The 6th United States Colored Infantry Regiment was an African American unit of the Union Army during the American Civil War. A part of the United States Colored Troops, the regiment saw action in Virginia as part of the Richmond–Petersburg Campaign and in North Carolina, where it participated in the attacks on Fort Fisher and Wilmington and the Carolinas Campaign.
Read more about 6th United States Colored Infantry Regiment: History, Medals of Honor
Famous quotes containing the words united, states, colored and/or regiment:
“We can beat all Europe with United States soldiers. Give me a thousand Tennesseans, and Ill whip any other thousand men on the globe!”
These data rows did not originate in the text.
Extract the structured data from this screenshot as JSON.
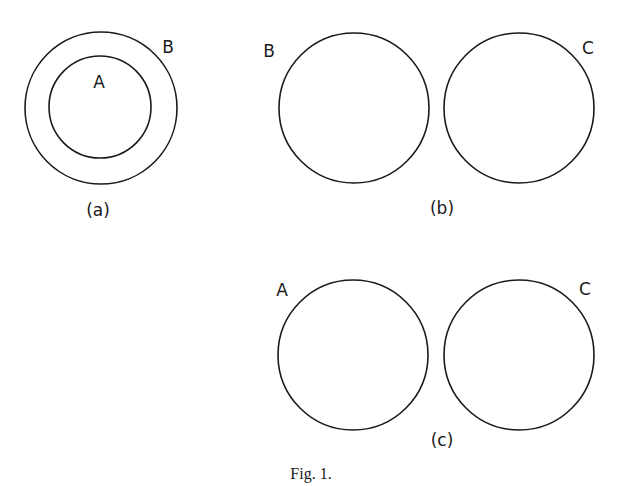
{
  "figure": {
    "caption": "Fig. 1.",
    "panels": [
      {
        "id": "a",
        "label": "(a)",
        "relation": "A contained in B",
        "sets": [
          {
            "name": "B",
            "cx": 101,
            "cy": 108,
            "r": 76,
            "label_x": 168,
            "label_y": 53
          },
          {
            "name": "A",
            "cx": 100,
            "cy": 107,
            "r": 51,
            "label_x": 99,
            "label_y": 88
          }
        ],
        "label_x": 98,
        "label_y": 216
      },
      {
        "id": "b",
        "label": "(b)",
        "relation": "B and C disjoint",
        "sets": [
          {
            "name": "B",
            "cx": 354,
            "cy": 108,
            "r": 75,
            "label_x": 269,
            "label_y": 57
          },
          {
            "name": "C",
            "cx": 519,
            "cy": 108,
            "r": 75,
            "label_x": 588,
            "label_y": 54
          }
        ],
        "label_x": 442,
        "label_y": 214
      },
      {
        "id": "c",
        "label": "(c)",
        "relation": "A and C disjoint",
        "sets": [
          {
            "name": "A",
            "cx": 353,
            "cy": 355,
            "r": 75,
            "label_x": 282,
            "label_y": 296
          },
          {
            "name": "C",
            "cx": 519,
            "cy": 355,
            "r": 75,
            "label_x": 585,
            "label_y": 295
          }
        ],
        "label_x": 442,
        "label_y": 446
      }
    ]
  }
}
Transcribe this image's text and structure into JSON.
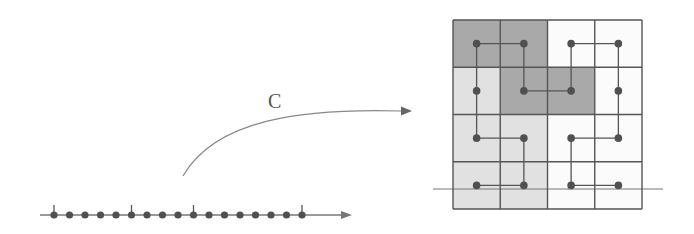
{
  "diagram": {
    "mapping_label": "C",
    "line": {
      "dot_count": 17,
      "tick_indices": [
        0,
        5,
        9,
        16
      ],
      "x_start": 40,
      "x_end": 352,
      "y": 215,
      "first_dot_x": 54,
      "last_dot_x": 302
    },
    "grid": {
      "rows": 4,
      "cols": 4,
      "x0": 453,
      "y0": 20,
      "cell": 47.25,
      "shading": [
        [
          "dark",
          "dark",
          "white",
          "white"
        ],
        [
          "light",
          "dark",
          "dark",
          "white"
        ],
        [
          "light",
          "light",
          "white",
          "white"
        ],
        [
          "light",
          "light",
          "white",
          "white"
        ]
      ],
      "path": [
        [
          3,
          0
        ],
        [
          3,
          1
        ],
        [
          2,
          1
        ],
        [
          2,
          0
        ],
        [
          1,
          0
        ],
        [
          0,
          0
        ],
        [
          0,
          1
        ],
        [
          1,
          1
        ],
        [
          1,
          2
        ],
        [
          0,
          2
        ],
        [
          0,
          3
        ],
        [
          1,
          3
        ],
        [
          2,
          3
        ],
        [
          2,
          2
        ],
        [
          3,
          2
        ],
        [
          3,
          3
        ]
      ],
      "axis_line": {
        "x_start": 433,
        "x_end": 663,
        "y": 189
      }
    },
    "colors": {
      "dark": "#a9a9a9",
      "light": "#e1e1e1",
      "white": "#fbfbfb",
      "stroke": "#555555",
      "dot": "#505050",
      "thin": "#777777"
    }
  }
}
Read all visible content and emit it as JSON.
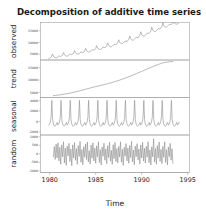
{
  "chart_data": {
    "type": "line",
    "title": "Decomposition of additive time series",
    "xlabel": "Time",
    "ylabel": "",
    "grid": false,
    "legend": null,
    "xlim": [
      1979.0,
      1995.2
    ],
    "xticks": [
      1980,
      1985,
      1990,
      1995
    ],
    "xticklabels": [
      "1980",
      "1985",
      "1990",
      "1995"
    ],
    "panels": [
      {
        "name": "observed",
        "label": "observed",
        "ylim": [
          2500,
          18500
        ],
        "yticks": [
          5000,
          10000,
          15000
        ],
        "yticklabels": [
          "5000",
          "10000",
          "15000"
        ],
        "x": [
          1979.9,
          1980.0,
          1980.1,
          1980.2,
          1980.3,
          1980.4,
          1980.5,
          1980.6,
          1980.7,
          1980.8,
          1980.9,
          1981.0,
          1981.1,
          1981.2,
          1981.3,
          1981.4,
          1981.5,
          1981.6,
          1981.7,
          1981.8,
          1981.9,
          1982.0,
          1982.1,
          1982.2,
          1982.3,
          1982.4,
          1982.5,
          1982.6,
          1982.7,
          1982.8,
          1982.9,
          1983.0,
          1983.1,
          1983.2,
          1983.3,
          1983.4,
          1983.5,
          1983.6,
          1983.7,
          1983.8,
          1983.9,
          1984.0,
          1984.1,
          1984.2,
          1984.3,
          1984.4,
          1984.5,
          1984.6,
          1984.7,
          1984.8,
          1984.9,
          1985.0,
          1985.1,
          1985.2,
          1985.3,
          1985.4,
          1985.5,
          1985.6,
          1985.7,
          1985.8,
          1985.9,
          1986.0,
          1986.1,
          1986.2,
          1986.3,
          1986.4,
          1986.5,
          1986.6,
          1986.7,
          1986.8,
          1986.9,
          1987.0,
          1987.1,
          1987.2,
          1987.3,
          1987.4,
          1987.5,
          1987.6,
          1987.7,
          1987.8,
          1987.9,
          1988.0,
          1988.1,
          1988.2,
          1988.3,
          1988.4,
          1988.5,
          1988.6,
          1988.7,
          1988.8,
          1988.9,
          1989.0,
          1989.1,
          1989.2,
          1989.3,
          1989.4,
          1989.5,
          1989.6,
          1989.7,
          1989.8,
          1989.9,
          1990.0,
          1990.1,
          1990.2,
          1990.3,
          1990.4,
          1990.5,
          1990.6,
          1990.7,
          1990.8,
          1990.9,
          1991.0,
          1991.1,
          1991.2,
          1991.3,
          1991.4,
          1991.5,
          1991.6,
          1991.7,
          1991.8,
          1991.9,
          1992.0,
          1992.1,
          1992.2,
          1992.3,
          1992.4,
          1992.5,
          1992.6,
          1992.7,
          1992.8,
          1992.9,
          1993.0,
          1993.1,
          1993.2,
          1993.3,
          1993.4,
          1993.5,
          1993.6,
          1993.7,
          1993.8,
          1993.9,
          1994.0
        ],
        "values": [
          3050,
          3250,
          3500,
          4050,
          5100,
          4250,
          3700,
          3500,
          3400,
          3550,
          3900,
          4250,
          4150,
          4000,
          4200,
          4600,
          5650,
          4850,
          4350,
          4150,
          4150,
          4350,
          4700,
          5050,
          4900,
          4800,
          5000,
          5400,
          6500,
          5700,
          5200,
          5000,
          5000,
          5200,
          5550,
          5900,
          5800,
          5700,
          5900,
          6350,
          7500,
          6650,
          6150,
          5950,
          5950,
          6150,
          6500,
          6900,
          6800,
          6700,
          6900,
          7400,
          8600,
          7700,
          7200,
          7000,
          7000,
          7200,
          7600,
          8000,
          7900,
          7800,
          8050,
          8550,
          9800,
          8850,
          8350,
          8150,
          8150,
          8400,
          8800,
          9200,
          9100,
          9050,
          9300,
          9850,
          11150,
          10150,
          9650,
          9450,
          9500,
          9750,
          10150,
          10600,
          10500,
          10450,
          10750,
          11350,
          12750,
          11700,
          11150,
          10950,
          11000,
          11300,
          11750,
          12200,
          12100,
          12100,
          12400,
          13050,
          14550,
          13450,
          12900,
          12700,
          12750,
          13050,
          13500,
          14000,
          13900,
          13900,
          14250,
          14950,
          16500,
          15350,
          14800,
          14600,
          14650,
          14950,
          15400,
          15900,
          15800,
          15850,
          16200,
          16900,
          18400,
          17250,
          16700,
          16500,
          16550,
          16850,
          17250,
          17700,
          17600,
          17650,
          17950,
          18550,
          18350,
          18100,
          17900,
          17800,
          17850,
          18050,
          18300
        ]
      },
      {
        "name": "trend",
        "label": "trend",
        "ylim": [
          3000,
          18000
        ],
        "yticks": [
          5000,
          10000,
          15000
        ],
        "yticklabels": [
          "5000",
          "10000",
          "15000"
        ],
        "x": [
          1980.4,
          1981.0,
          1981.6,
          1982.2,
          1982.8,
          1983.4,
          1984.0,
          1984.6,
          1985.2,
          1985.8,
          1986.4,
          1987.0,
          1987.6,
          1988.2,
          1988.8,
          1989.4,
          1990.0,
          1990.6,
          1991.2,
          1991.8,
          1992.2,
          1992.6,
          1993.0,
          1993.4
        ],
        "values": [
          3750,
          4000,
          4350,
          4750,
          5250,
          5800,
          6400,
          7000,
          7550,
          8050,
          8600,
          9250,
          9950,
          10750,
          11600,
          12500,
          13450,
          14400,
          15350,
          16200,
          16750,
          17100,
          17300,
          17420
        ]
      },
      {
        "name": "seasonal",
        "label": "seasonal",
        "ylim": [
          -2600,
          4600
        ],
        "yticks": [
          -2000,
          0,
          2000,
          4000
        ],
        "yticklabels": [
          "-2000",
          "0",
          "2000",
          "4000"
        ],
        "cycle_start": 1979.9,
        "cycle_end": 1994.1,
        "period": 1.0,
        "cycle_values": [
          -700,
          -480,
          -120,
          820,
          4050,
          350,
          -500,
          -820,
          -930,
          -800,
          -480,
          -180
        ]
      },
      {
        "name": "random",
        "label": "random",
        "ylim": [
          -1100,
          1100
        ],
        "yticks": [
          -1000,
          -500,
          0,
          500,
          1000
        ],
        "yticklabels": [
          "-1000",
          "-500",
          "0",
          "500",
          "1000"
        ],
        "x": [
          1980.4,
          1980.5,
          1980.6,
          1980.7,
          1980.8,
          1980.9,
          1981.0,
          1981.1,
          1981.2,
          1981.3,
          1981.4,
          1981.5,
          1981.6,
          1981.7,
          1981.8,
          1981.9,
          1982.0,
          1982.1,
          1982.2,
          1982.3,
          1982.4,
          1982.5,
          1982.6,
          1982.7,
          1982.8,
          1982.9,
          1983.0,
          1983.1,
          1983.2,
          1983.3,
          1983.4,
          1983.5,
          1983.6,
          1983.7,
          1983.8,
          1983.9,
          1984.0,
          1984.1,
          1984.2,
          1984.3,
          1984.4,
          1984.5,
          1984.6,
          1984.7,
          1984.8,
          1984.9,
          1985.0,
          1985.1,
          1985.2,
          1985.3,
          1985.4,
          1985.5,
          1985.6,
          1985.7,
          1985.8,
          1985.9,
          1986.0,
          1986.1,
          1986.2,
          1986.3,
          1986.4,
          1986.5,
          1986.6,
          1986.7,
          1986.8,
          1986.9,
          1987.0,
          1987.1,
          1987.2,
          1987.3,
          1987.4,
          1987.5,
          1987.6,
          1987.7,
          1987.8,
          1987.9,
          1988.0,
          1988.1,
          1988.2,
          1988.3,
          1988.4,
          1988.5,
          1988.6,
          1988.7,
          1988.8,
          1988.9,
          1989.0,
          1989.1,
          1989.2,
          1989.3,
          1989.4,
          1989.5,
          1989.6,
          1989.7,
          1989.8,
          1989.9,
          1990.0,
          1990.1,
          1990.2,
          1990.3,
          1990.4,
          1990.5,
          1990.6,
          1990.7,
          1990.8,
          1990.9,
          1991.0,
          1991.1,
          1991.2,
          1991.3,
          1991.4,
          1991.5,
          1991.6,
          1991.7,
          1991.8,
          1991.9,
          1992.0,
          1992.1,
          1992.2,
          1992.3,
          1992.4,
          1992.5,
          1992.6,
          1992.7,
          1992.8,
          1992.9,
          1993.0,
          1993.1,
          1993.2,
          1993.3,
          1993.4
        ],
        "values": [
          -180,
          420,
          -330,
          560,
          -250,
          640,
          -420,
          380,
          -620,
          520,
          -180,
          700,
          -540,
          330,
          -680,
          450,
          -120,
          610,
          -460,
          280,
          -700,
          520,
          -240,
          660,
          -380,
          300,
          -620,
          480,
          -160,
          720,
          -500,
          250,
          -640,
          420,
          -200,
          580,
          -340,
          690,
          -480,
          180,
          -600,
          510,
          -260,
          640,
          -420,
          330,
          -560,
          460,
          -180,
          700,
          -520,
          240,
          -660,
          400,
          -150,
          620,
          -380,
          290,
          -580,
          470,
          -220,
          680,
          -440,
          200,
          -620,
          530,
          -280,
          660,
          -460,
          310,
          -540,
          430,
          -190,
          700,
          -500,
          260,
          -680,
          380,
          -140,
          600,
          -420,
          340,
          -560,
          490,
          -230,
          720,
          -480,
          210,
          -640,
          450,
          -170,
          590,
          -360,
          280,
          -600,
          520,
          -250,
          670,
          -430,
          320,
          -550,
          440,
          -200,
          700,
          -520,
          230,
          -660,
          410,
          -180,
          880,
          -480,
          300,
          -620,
          470,
          -240,
          690,
          -450,
          260,
          -580,
          430,
          -210,
          700,
          -510,
          240,
          -650,
          400,
          -170,
          610,
          -380,
          290,
          -560
        ]
      }
    ]
  },
  "axis": {
    "xlabel": "Time"
  }
}
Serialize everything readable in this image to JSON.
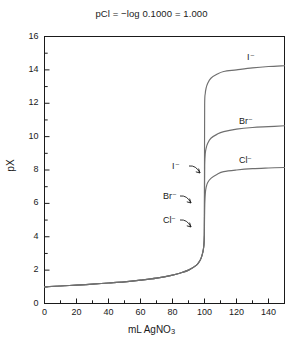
{
  "chart_data": {
    "type": "line",
    "title": "pCl = −log 0.1000 = 1.000",
    "xlabel": "mL AgNO3",
    "xlabel_base": "mL AgNO",
    "xlabel_sub": "3",
    "ylabel": "pX",
    "xlim": [
      0,
      150
    ],
    "ylim": [
      0,
      16
    ],
    "xticks": [
      0,
      20,
      40,
      60,
      80,
      100,
      120,
      140
    ],
    "xticklabels": [
      "0",
      "20",
      "40",
      "60",
      "80",
      "100",
      "120",
      "140"
    ],
    "xminorticks": [
      10,
      30,
      50,
      70,
      90,
      110,
      130,
      150
    ],
    "yticks": [
      0,
      2,
      4,
      6,
      8,
      10,
      12,
      14,
      16
    ],
    "yticklabels": [
      "0",
      "2",
      "4",
      "6",
      "8",
      "10",
      "12",
      "14",
      "16"
    ],
    "yminorticks": [
      1,
      3,
      5,
      7,
      9,
      11,
      13,
      15
    ],
    "grid": false,
    "legend": "inline-curve-labels",
    "frame": "box",
    "series": [
      {
        "name": "I−",
        "label": "I⁻",
        "color": "#6f6f6f",
        "equivalence_volume": 100,
        "points": [
          [
            0,
            1.0
          ],
          [
            10,
            1.05
          ],
          [
            20,
            1.1
          ],
          [
            30,
            1.16
          ],
          [
            40,
            1.23
          ],
          [
            50,
            1.3
          ],
          [
            60,
            1.4
          ],
          [
            70,
            1.52
          ],
          [
            80,
            1.7
          ],
          [
            85,
            1.83
          ],
          [
            90,
            2.0
          ],
          [
            95,
            2.3
          ],
          [
            97,
            2.55
          ],
          [
            98,
            2.75
          ],
          [
            99,
            3.1
          ],
          [
            99.5,
            3.4
          ],
          [
            99.9,
            4.1
          ],
          [
            100,
            8.05
          ],
          [
            100.1,
            11.9
          ],
          [
            100.5,
            12.6
          ],
          [
            101,
            12.9
          ],
          [
            102,
            13.2
          ],
          [
            104,
            13.5
          ],
          [
            108,
            13.75
          ],
          [
            112,
            13.9
          ],
          [
            120,
            14.0
          ],
          [
            130,
            14.12
          ],
          [
            140,
            14.2
          ],
          [
            150,
            14.25
          ]
        ]
      },
      {
        "name": "Br−",
        "label": "Br⁻",
        "color": "#6f6f6f",
        "equivalence_volume": 100,
        "points": [
          [
            0,
            1.0
          ],
          [
            10,
            1.05
          ],
          [
            20,
            1.1
          ],
          [
            30,
            1.16
          ],
          [
            40,
            1.23
          ],
          [
            50,
            1.3
          ],
          [
            60,
            1.4
          ],
          [
            70,
            1.52
          ],
          [
            80,
            1.7
          ],
          [
            85,
            1.83
          ],
          [
            90,
            2.0
          ],
          [
            95,
            2.3
          ],
          [
            97,
            2.55
          ],
          [
            98,
            2.75
          ],
          [
            99,
            3.1
          ],
          [
            99.5,
            3.4
          ],
          [
            99.9,
            4.1
          ],
          [
            100,
            6.3
          ],
          [
            100.1,
            8.3
          ],
          [
            100.5,
            9.0
          ],
          [
            101,
            9.3
          ],
          [
            102,
            9.6
          ],
          [
            104,
            9.9
          ],
          [
            108,
            10.15
          ],
          [
            112,
            10.3
          ],
          [
            120,
            10.45
          ],
          [
            130,
            10.55
          ],
          [
            140,
            10.6
          ],
          [
            150,
            10.65
          ]
        ]
      },
      {
        "name": "Cl−",
        "label": "Cl⁻",
        "color": "#6f6f6f",
        "equivalence_volume": 100,
        "points": [
          [
            0,
            1.0
          ],
          [
            10,
            1.05
          ],
          [
            20,
            1.1
          ],
          [
            30,
            1.16
          ],
          [
            40,
            1.23
          ],
          [
            50,
            1.3
          ],
          [
            60,
            1.4
          ],
          [
            70,
            1.52
          ],
          [
            80,
            1.7
          ],
          [
            85,
            1.83
          ],
          [
            90,
            2.0
          ],
          [
            95,
            2.3
          ],
          [
            97,
            2.55
          ],
          [
            98,
            2.75
          ],
          [
            99,
            3.1
          ],
          [
            99.5,
            3.4
          ],
          [
            99.9,
            4.1
          ],
          [
            100,
            5.0
          ],
          [
            100.2,
            6.1
          ],
          [
            100.6,
            6.7
          ],
          [
            101,
            6.95
          ],
          [
            102,
            7.25
          ],
          [
            104,
            7.5
          ],
          [
            108,
            7.75
          ],
          [
            112,
            7.9
          ],
          [
            120,
            8.0
          ],
          [
            130,
            8.08
          ],
          [
            140,
            8.12
          ],
          [
            150,
            8.15
          ]
        ]
      }
    ],
    "annotations": [
      {
        "text": "I⁻",
        "x": 247,
        "y": 52,
        "kind": "curve-end-label",
        "for": "I−"
      },
      {
        "text": "Br⁻",
        "x": 239,
        "y": 116,
        "kind": "curve-end-label",
        "for": "Br−"
      },
      {
        "text": "Cl⁻",
        "x": 239,
        "y": 155,
        "kind": "curve-end-label",
        "for": "Cl−"
      },
      {
        "text": "I⁻",
        "x": 172,
        "y": 161,
        "kind": "arrow-label",
        "for": "I−"
      },
      {
        "text": "Br⁻",
        "x": 163,
        "y": 191,
        "kind": "arrow-label",
        "for": "Br−"
      },
      {
        "text": "Cl⁻",
        "x": 163,
        "y": 215,
        "kind": "arrow-label",
        "for": "Cl−"
      }
    ]
  },
  "colors": {
    "axis": "#1a1a1a",
    "curve": "#6f6f6f",
    "background": "#ffffff",
    "text": "#1a1a1a"
  }
}
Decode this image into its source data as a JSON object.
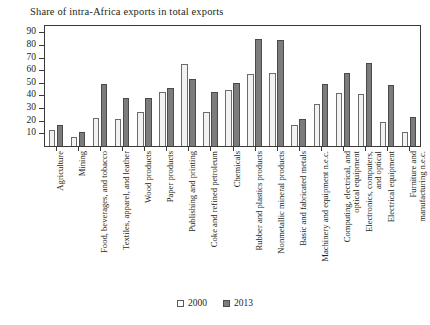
{
  "chart_data": {
    "type": "bar",
    "title": "Share of intra-Africa exports in total exports",
    "xlabel": "",
    "ylabel": "",
    "ylim": [
      0,
      95
    ],
    "yticks": [
      10,
      20,
      30,
      40,
      50,
      60,
      70,
      80,
      90
    ],
    "grid": false,
    "legend_position": "bottom-center",
    "categories": [
      "Agriculture",
      "Mining",
      "Food, beverages, and tobacco",
      "Textiles, apparel, and leather",
      "Wood products",
      "Paper products",
      "Publishing and printing",
      "Coke and refined petroleum",
      "Chemicals",
      "Rubber and plastics products",
      "Nonmetallic mineral products",
      "Basic and fabricated metals",
      "Machinery and equipment n.e.c.",
      "Computing, electrical, and optical equipment",
      "Electronics, computers, and optical",
      "Electrical equipment",
      "Furniture and manufacturing n.e.c."
    ],
    "series": [
      {
        "name": "2000",
        "color": "#f2f2f0",
        "values": [
          13,
          7,
          22,
          21,
          27,
          43,
          65,
          27,
          44,
          57,
          58,
          17,
          33,
          42,
          41,
          19,
          11
        ]
      },
      {
        "name": "2013",
        "color": "#7c7c7c",
        "values": [
          17,
          11,
          49,
          38,
          38,
          46,
          53,
          43,
          50,
          85,
          84,
          21,
          49,
          58,
          66,
          48,
          23
        ]
      }
    ]
  },
  "legend": {
    "items": [
      {
        "label": "2000",
        "swatch": "hollow-square-swatch"
      },
      {
        "label": "2013",
        "swatch": "filled-square-swatch"
      }
    ]
  }
}
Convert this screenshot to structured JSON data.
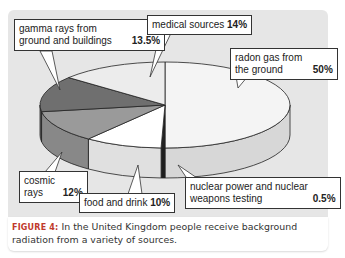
{
  "chart_data": {
    "type": "pie",
    "style": "3d",
    "title": "",
    "slices": [
      {
        "label": "radon gas from the ground",
        "value": 50,
        "display": "50%",
        "color": "#f4f4f4"
      },
      {
        "label": "nuclear power and nuclear weapons testing",
        "value": 0.5,
        "display": "0.5%",
        "color": "#222222"
      },
      {
        "label": "food and drink",
        "value": 10,
        "display": "10%",
        "color": "#ffffff"
      },
      {
        "label": "cosmic rays",
        "value": 12,
        "display": "12%",
        "color": "#9a9a9a"
      },
      {
        "label": "gamma rays from ground and buildings",
        "value": 13.5,
        "display": "13.5%",
        "color": "#6f6f6f"
      },
      {
        "label": "medical sources",
        "value": 14,
        "display": "14%",
        "color": "#ececec"
      }
    ]
  },
  "callouts": {
    "gamma": {
      "text": "gamma rays from ground and buildings",
      "value": "13.5%"
    },
    "medical": {
      "text": "medical sources",
      "value": "14%"
    },
    "radon": {
      "text": "radon gas from the ground",
      "value": "50%"
    },
    "cosmic": {
      "text": "cosmic rays",
      "value": "12%"
    },
    "food": {
      "text": "food and drink",
      "value": "10%"
    },
    "nuclear": {
      "text": "nuclear power and nuclear weapons testing",
      "value": "0.5%"
    }
  },
  "caption": {
    "label": "FIGURE 4:",
    "text": "In the United Kingdom people receive background radiation from a variety of sources."
  }
}
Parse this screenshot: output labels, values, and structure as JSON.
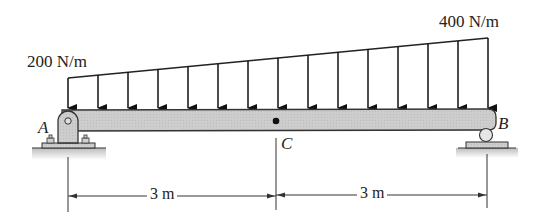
{
  "diagram": {
    "type": "beam-loading",
    "beam": {
      "color": "#c8c8c8",
      "outline": "#333333",
      "span_m": 6
    },
    "load": {
      "type": "linearly-varying distributed load",
      "left_intensity_label": "200 N/m",
      "right_intensity_label": "400 N/m",
      "arrow_count": 15
    },
    "points": {
      "A": {
        "label": "A",
        "support": "pin"
      },
      "B": {
        "label": "B",
        "support": "roller"
      },
      "C": {
        "label": "C",
        "note": "midspan point"
      }
    },
    "dimensions": [
      {
        "from": "A",
        "to": "C",
        "label": "3 m"
      },
      {
        "from": "C",
        "to": "B",
        "label": "3 m"
      }
    ]
  }
}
—Andrew Jackson (17671845)
“In it he proves that all things are true and states how the truths of all contradictions may be reconciled physically, such as for example that white is black and black is white; that one can be and not be at the same time; that there can be hills without valleys; that nothingness is something and that everything, which is, is not. But take note that he proves all these unheard-of paradoxes without any fallacious or sophistical reasoning.”
—Savinien Cyrano De Bergerac (16191655)
“The colored people arrive, sit firmly down,
Eat their Express Spaghetti, their T-bone steak,
Handling their steel and crockery with no clatter,
Laugh punily, rise, go firmly out of the door.”
—Gwendolyn Brooks (b. 1917)
“With two thousand years of Christianity behind him ... a man cant see a regiment of soldiers march past without going off the deep end. It starts off far too many ideas in his head.”